Dream Town by David Baldacci: 1953 LA. Private investigator and World War II veteran Aloysius Archer intends to ring in the New Year with old friend, aspiring actress Liberty Callahan. Screenwriter Eleanor Lamb interrupts to hire Archer. After events escalate—mysterious calls, the same car outside her house, and a bloody knife in her sink—Eleanor fears for her life. First a dead body turns up inside of Eleanor’s home . . . and Eleanor herself disappears. To find both the murderer and Eleanor, Archer enlists Callahan and his partner Willie Dash.
Lillian Boxfish Takes a Walk by Kathleen Rooney: It’s the last day of 1984, and 85-year-old Lillian Boxfish is about to take a walk. As she traverses a grittier Manhattan, a city anxious after an attack by a still-at-large subway vigilante, she encounters bartenders, bodega clerks, chauffeurs, security guards, bohemians, criminals, children, parents, and parents-to-be—in surprising moments of generosity and grace. While she strolls, Lillian recalls a long and eventful life that included a brief reign as the highest-paid advertising woman in America—a career cut short by marriage, motherhood, divorce, and a breakdown.
Rules of Civility by Amor Towles: On the last night of 1937, twenty-five-year-old Katey Kontent is in a second-rate Greenwich Village jazz bar when Tinker Grey, a handsome banker, happens to sit down at the neighboring table. This chance encounter and its startling consequences propel Katey on a year-long journey into the upper echelons of New York society—where she will have little to rely upon other than a bracing wit and her own brand of cool nerve. With its sparkling depiction of New York’s social strata and its immensely appealing characters, Rules of Civility won the hearts of readers and critics alike.
Oona Out of Order by Margarita Montimor: It’s New Year’s Eve 1982, and Oona Lockhart has her whole life before her. At the stroke of midnight she will turn nineteen, and the year ahead promises to be one of consequence. Should she go to London to study economics, or remain at home in Brooklyn to pursue her passion for music and be with her boyfriend? As the countdown to the New Year begins, Oona faints and awakens thirty-two years in the future in her fifty-one-year-old body. Greeted by a friendly stranger in a beautiful house she’s told is her own, Oona learns that with each passing year she will leap to another age at random.

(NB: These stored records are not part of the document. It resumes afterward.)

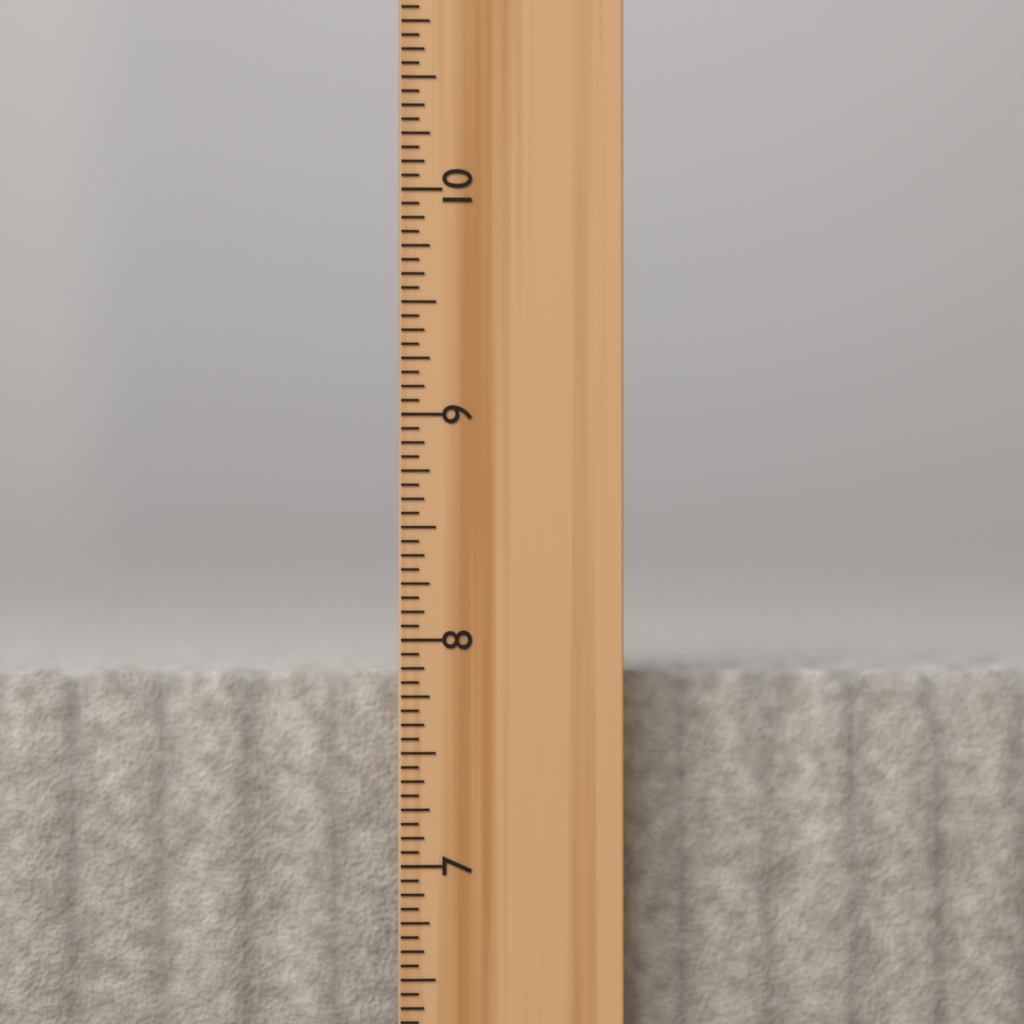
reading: 7.8750 inch
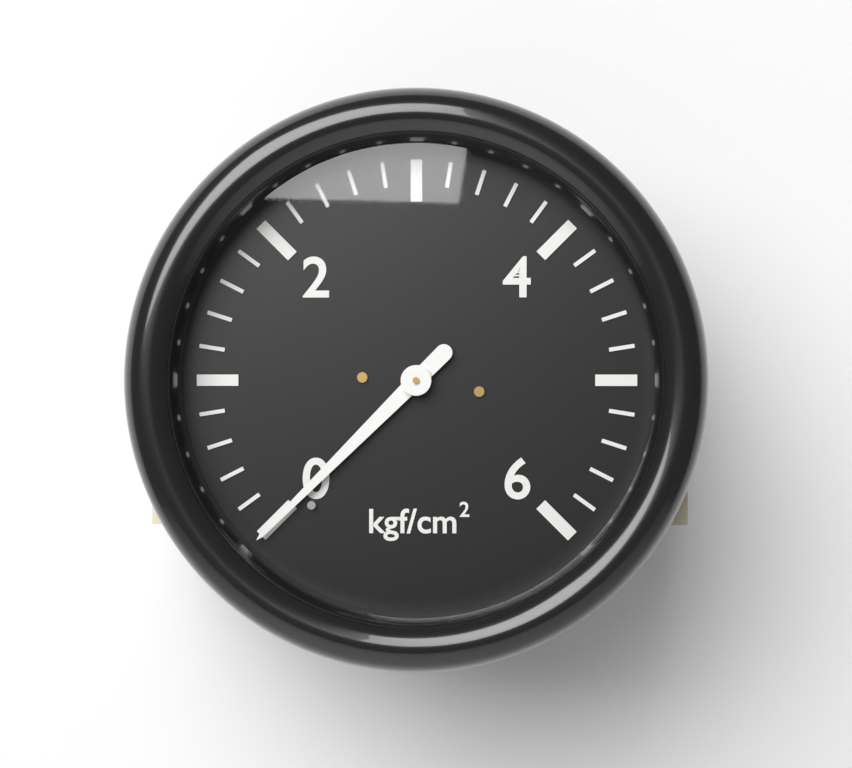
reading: 0.0 kgf/cm²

Royal Holiday by Jasmine Guillory: Vivian Forest has been out of the country a grand total of one time, so when she gets the chance to tag along on her daughter Maddie’s work trip to England to style a royal family member, she can’t refuse. She’s excited to spend the holidays taking in the magnificent British sights, but what she doesn’t expect is to become instantly attracted to a certain private secretary, his charming accent, and unyielding formality. Despite a ticking timer on their holiday romance, they are completely fine with ending their short, steamy affair come New Year’s Day. . .or are they?

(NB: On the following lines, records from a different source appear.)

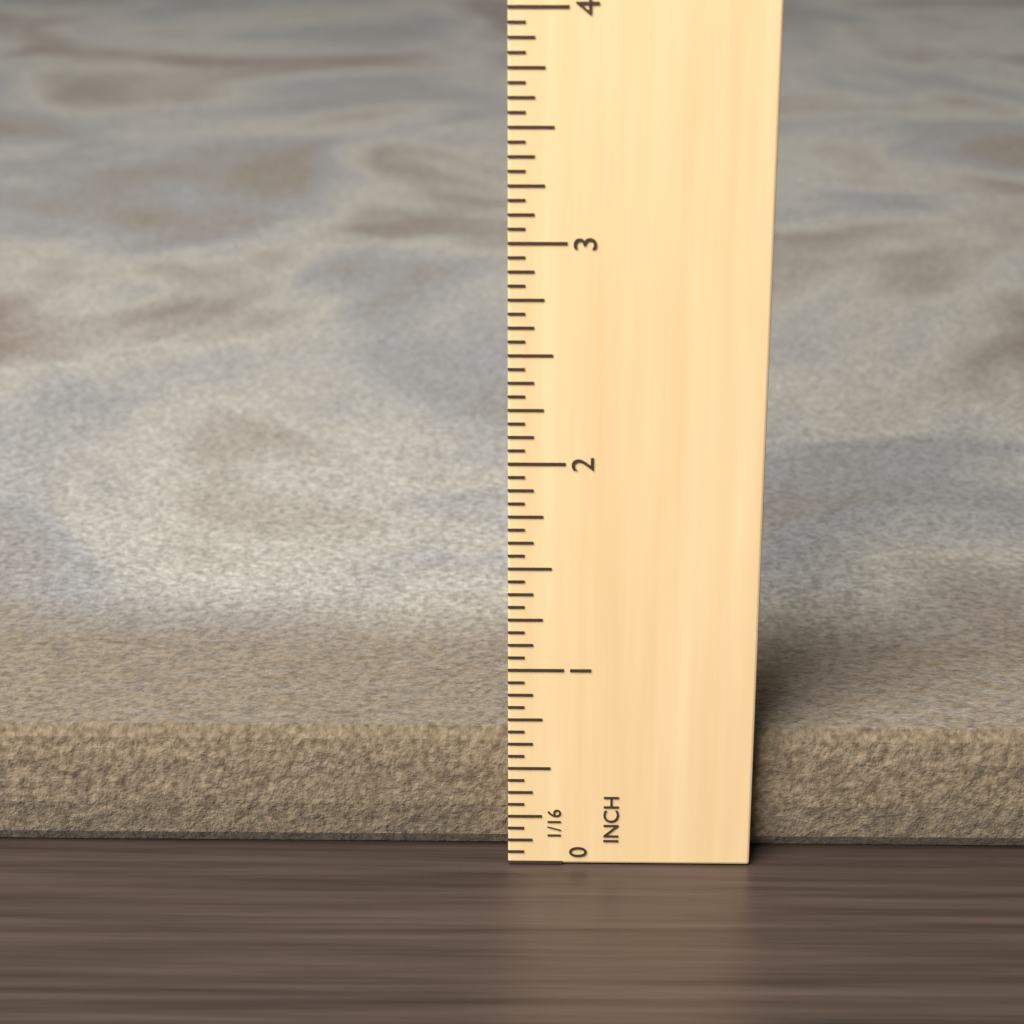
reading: 0.6250 in
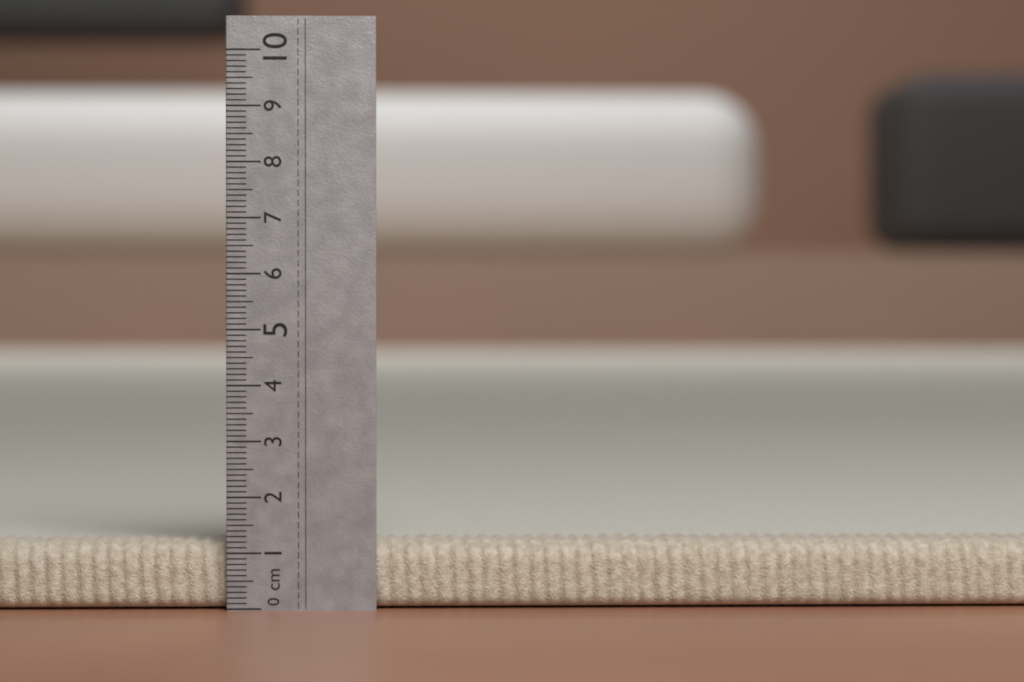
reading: 1.2 cm
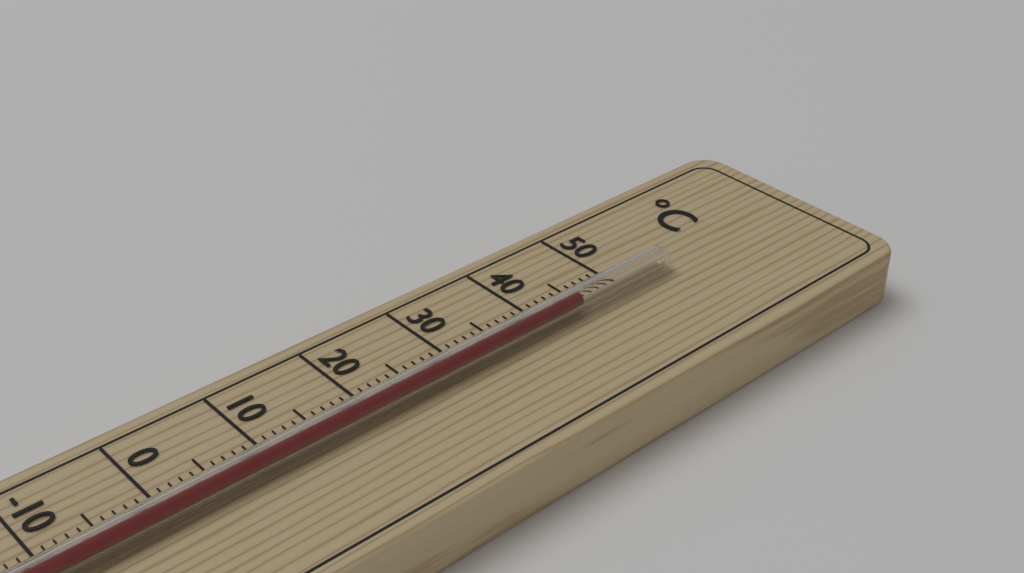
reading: 44 °C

At the Water’s Edge by Sara Gruen: After embarrassing themselves at the social event of the year in high society Philadelphia on New Year’s Eve of 1942, Maddie and Ellis Hyde are cut off financially by Ellis’s father, a former army Colonel who is already embarrassed by his son’s inability to serve in WWII due to his being colorblind. The novel tells of Maddie’s social awakening: to the harsh realities of life, to the beauties of nature, to a connection with forces larger than herself, to female friendship, and finally, to love.

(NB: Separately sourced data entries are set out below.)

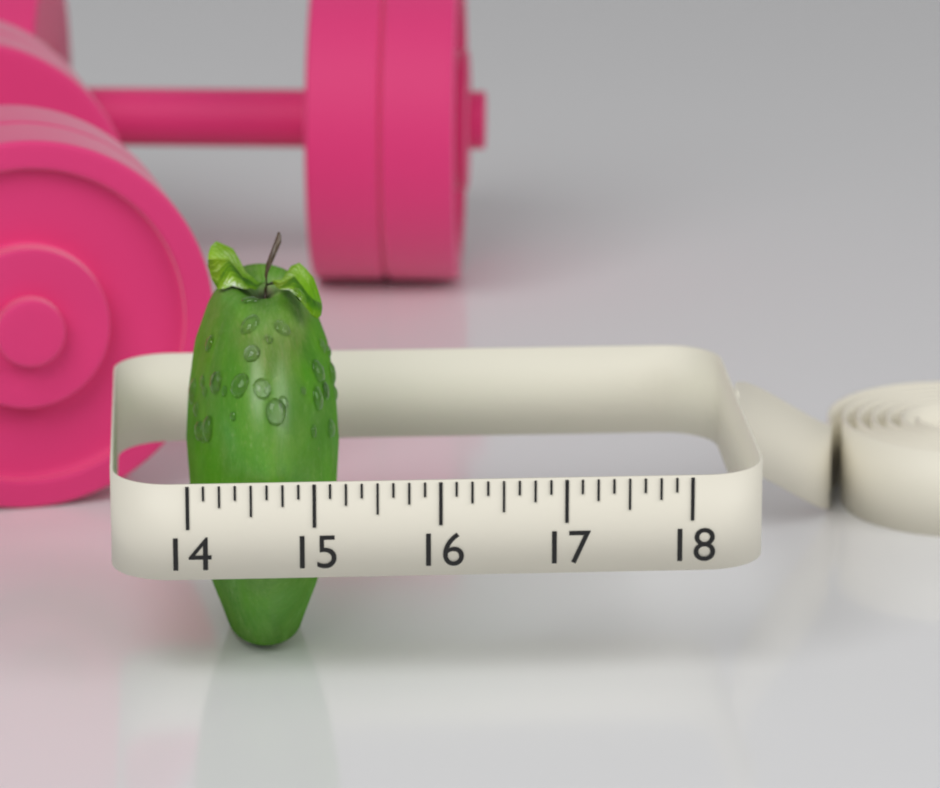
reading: 15.250 (no unit)
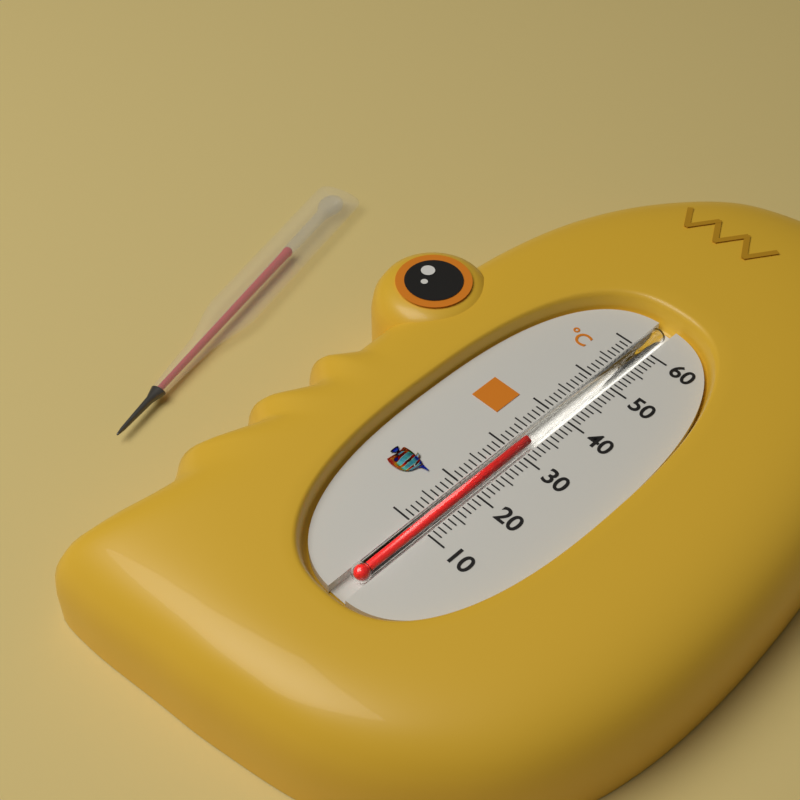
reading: 33 °C
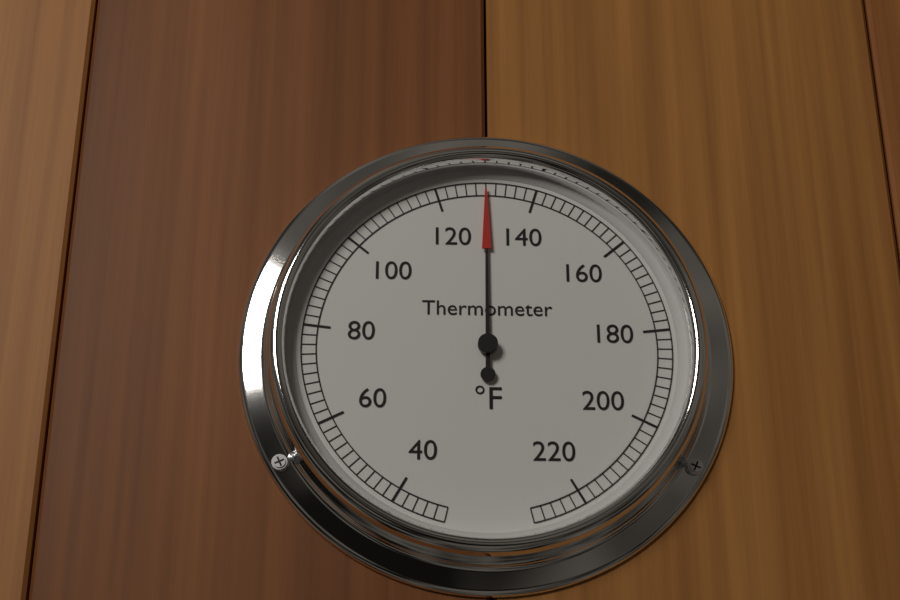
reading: 130 °F
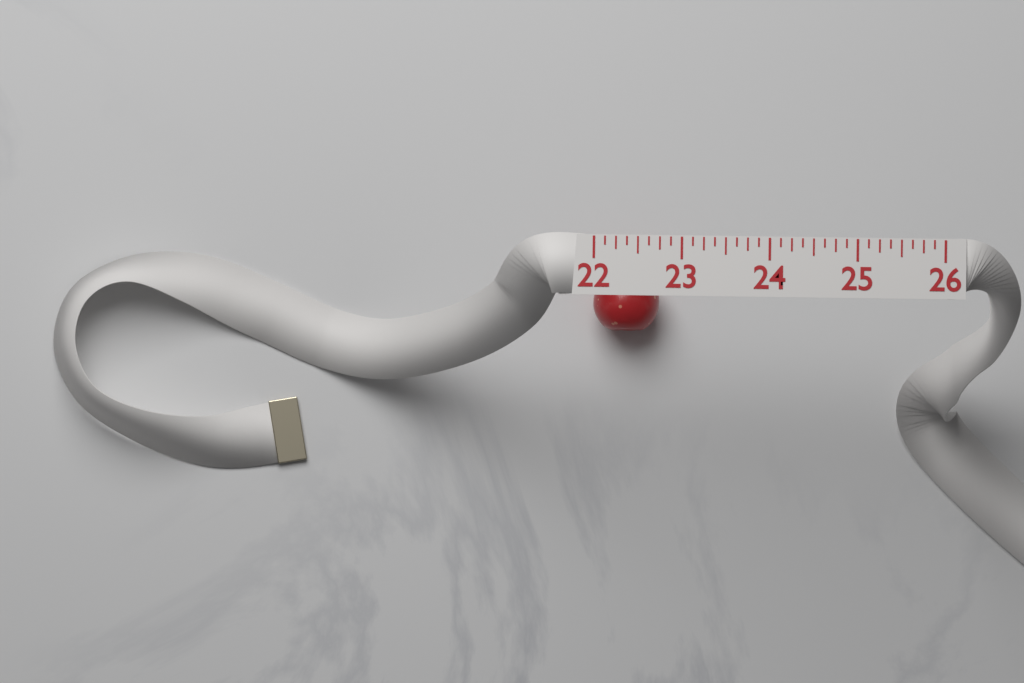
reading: 22.750 (no unit)
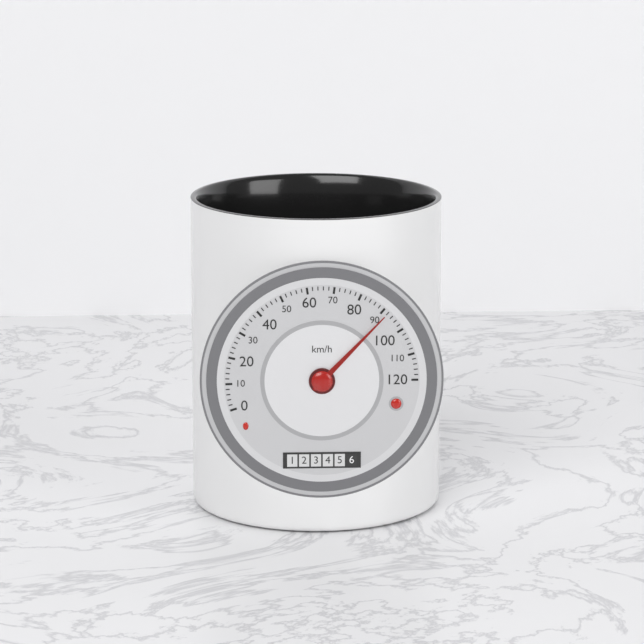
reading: 92 km/h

The Hunting Party by Lucy Foley: During the languid days of the Christmas break, a group of thirtysomething friends from Oxford meet to welcome in the New Year together, a tradition they began as students ten years ago. For this vacation, they’ve chosen an idyllic and isolated estate in the Scottish Highlands—the perfect place to get away and unwind by themselves. They arrive on December 30th, just before a historic blizzard seals the lodge off from the outside world. Two days later, on New Year’s Day, one of them is dead.
This Time Next Year by Sophie Cousens: The instant New York Times bestseller adored by readers around the world! Curl up with the refreshingly romantic and unputdownable rom-com which has everyone falling head over heels…Get ready to fall for this year’s most extraordinary love story. Quinn and Minnie are born on New Year’s Eve, in the same hospital, one minute apart. Their lives may begin together, but their worlds couldn’t be more different. Thirty years later they find themselves together again in the same place, at the same time. What if fate is trying to bring them together?
The Lamplighters by Emma Stonex: It’s New Year’s Eve, 1972, when a boat pulls up to the Maiden Rock lighthouse with relief for the keepers. But no one greets them. When the entrance door, locked from the inside, is battered down, rescuers find an empty tower. A table is laid for a meal not eaten. The Principal Keeper’s weather log describes a storm raging round the tower, but the skies have been clear all week. And the clocks have all stopped at 8:45. In her riveting and suspenseful novel, Stonex writes a story of isolation and obsession, and of what it takes to keep the light burning when all else is swallowed by dark.